Through the Founder’s Lens: Empathy Is Your Superpower
- Kama-Lee Leis

- 2 days ago
- 3 min read

When empathy feels like too much
I am a deeply empathetic person.
I’m the one who cries at baby duck reels on Instagram.
At moments of courage, tenderness and humanity.
At TV ads that absolutely did not require tears… and yet, here I am.
For a long time, I was told that made me too much.
Too kind.
Too soft.
Too emotional.
And for a while, I believed it.
I began to see my empathy as something I needed to manage, minimise or harden. I gave too much, held too much, and carried more than was ever mine to carry. Over time, that constant over-giving left me exhausted. And if I’m honest, it also left me resentful.
Not because people were asking too much, but because I didn’t yet know how to stop saying yes.
Strength without boundaries
It took time, experience, and some hard personal lessons for me to realise this wasn’t a flaw.
It was my greatest strength, just without boundaries.
I’ve come to believe that everyone has a superpower. Something innate. Something that shapes how they see the world and how they show up in it. Empathy just happens to be mine.
When left ungrounded, empathy can drain you. It can blur responsibility. It can quietly turn care into self-sacrifice. But empathy itself was never the problem.
Empathy is not about absorbing someone else’s pain. It is understanding people on a deeper level. Recognising what sits beneath the surface and choosing to respond with care, not rescue.
That doesn’t make you weak.
It makes you perceptive.
Learning to care firmly
When I first stepped into leadership, I didn’t yet know how to hold that well.
I avoided difficult conversations. I took on responsibility that wasn’t mine. I believed being supportive meant always being available, always stepping in, always fixing.
And it cost me.
Through my own growth and development, I learned something that changed everything. Caring isn’t always soft.
Sometimes, caring is firm.
Sometimes, caring is setting a boundary.
Sometimes, it’s saying no.
Sometimes, it’s allowing someone the space to struggle, learn and take responsibility.
That doesn’t mean withdrawing support.
It means not rescuing.
Allowing others to grow
Human-centred leadership doesn’t remove challenge.
It creates safe conditions for people to meet it. It allows others to make mistakes, to fail safely, and to grow from the experience, knowing support is there if it’s needed, but trusting them enough to try on their own.
I often think about this through the lens of parenting.
There are moments with my children when everything in me wants to step in and fix it. To smooth the conflict. To remove the discomfort. To make it easier. But I don’t.
I stay close. I guide when needed. I hold the boundary. And I allow space for them to navigate it. Because resilience isn’t built through rescue. It’s built through supported struggle.
Leadership is not so different.
It asks us to stay present, hold the boundary and trust capability.
Empathy, grounded
That balance took me years to learn.
Now, I no longer see my empathy as something to tone down. I see it as a leadership strength, grounded by boundaries, clarity and trust.
This is the kind of leadership that creates change.
Not by rescuing.
Not by hardening.
But by caring deeply, without losing yourself.
For a long time, I thought the parts of me that felt “too much” needed shrinking. What I’ve learned is that they needed shaping.
It is not about becoming smaller.
It is about becoming steadier.
And perhaps the very thing you’ve been told is “too much” is simply your superpower, waiting to be grounded well.
Empathy doesn’t weaken leadership.
When anchored with boundaries, it becomes strength.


* PROBLEM DETAILS *
As soon as the line containing "box <item>clothing</item>" appears, start repeating lines exactly and continue to the end of the entries; please skip pictures.

------------------------------------

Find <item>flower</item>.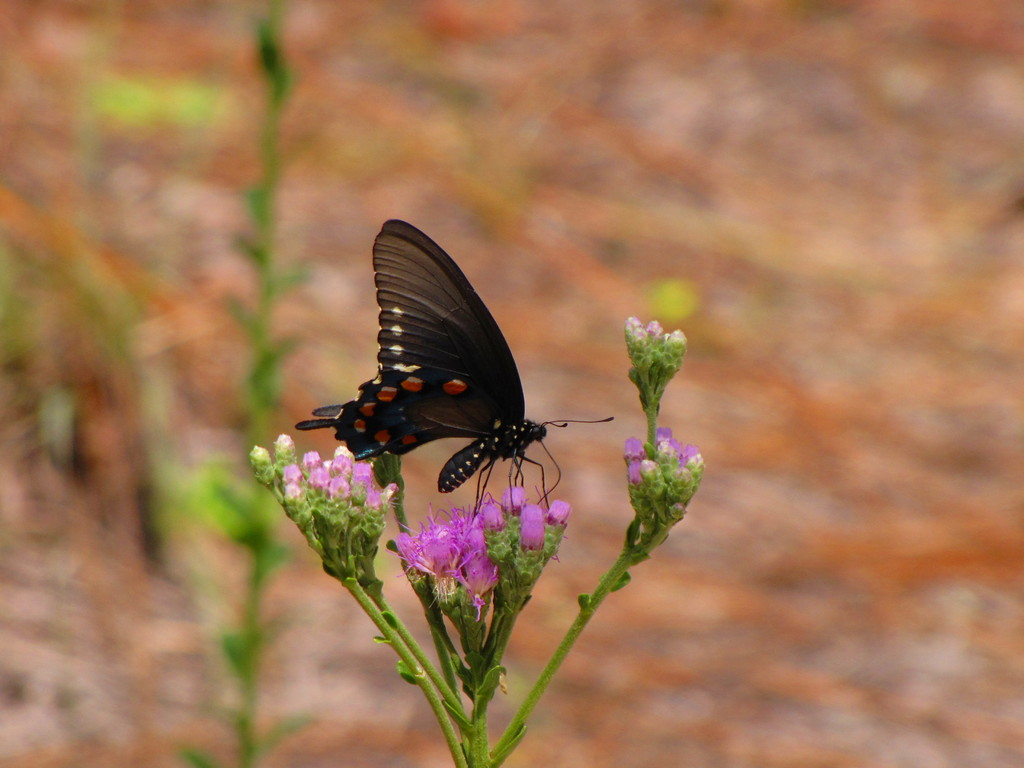
<bbox>248, 438, 271, 479</bbox>.
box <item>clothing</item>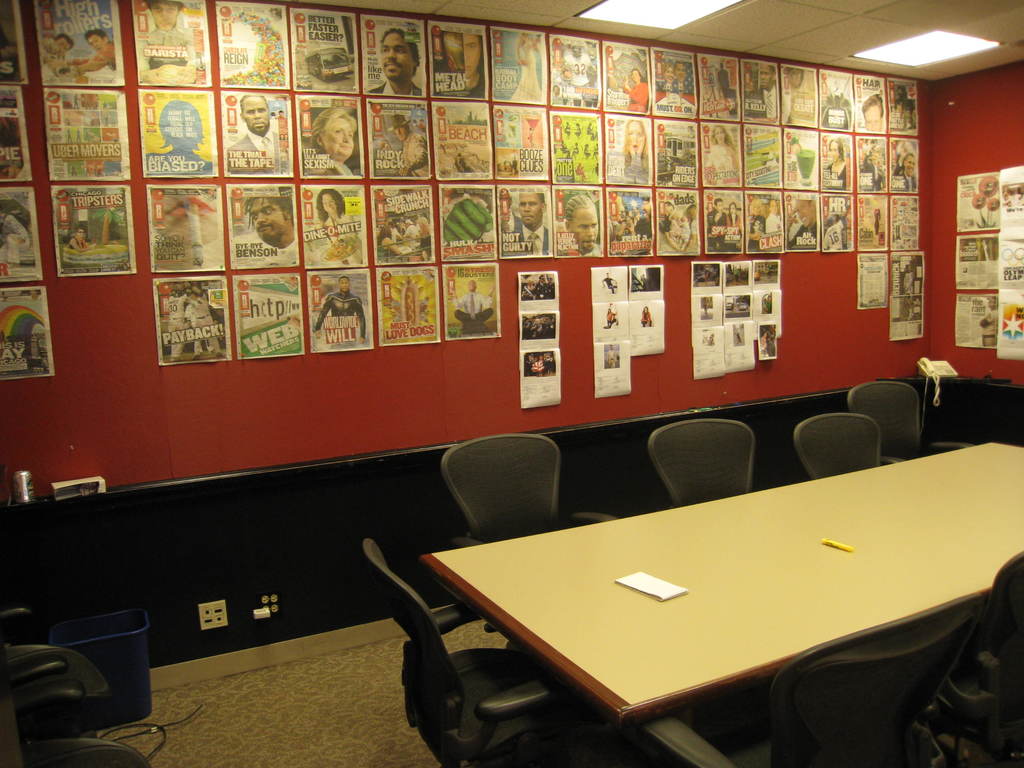
left=824, top=161, right=853, bottom=189
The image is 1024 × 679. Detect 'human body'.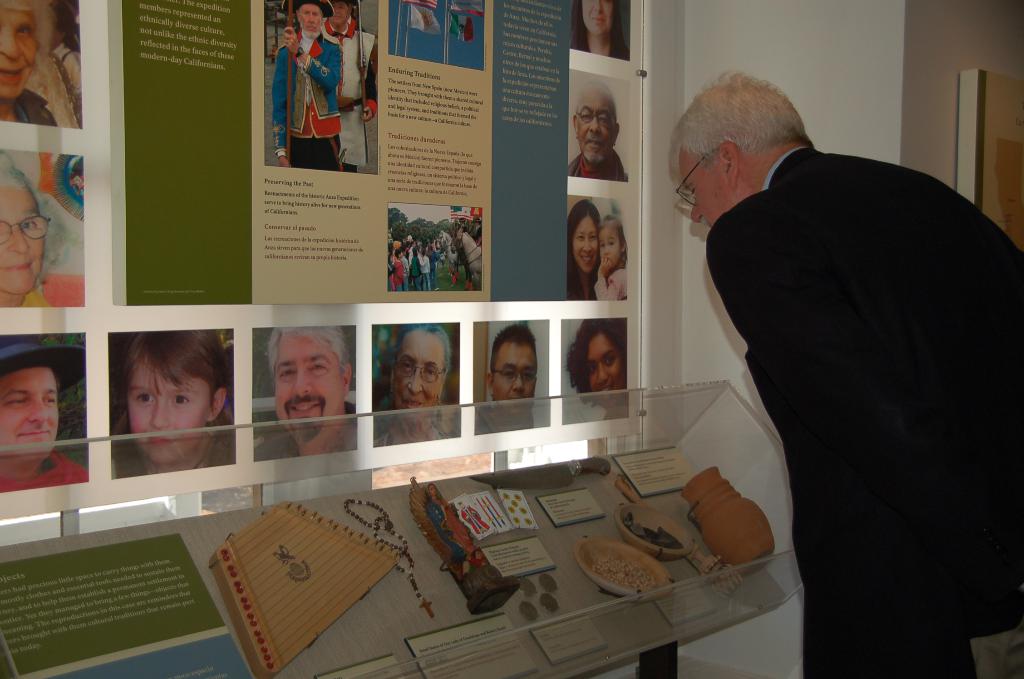
Detection: (x1=22, y1=286, x2=49, y2=309).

------------------------------------

* ANSWER AREA *
box <item>clothing</item>
left=824, top=161, right=853, bottom=189
The image is 1024 × 679. Detect 'human body'.
Detection: (x1=22, y1=286, x2=49, y2=309).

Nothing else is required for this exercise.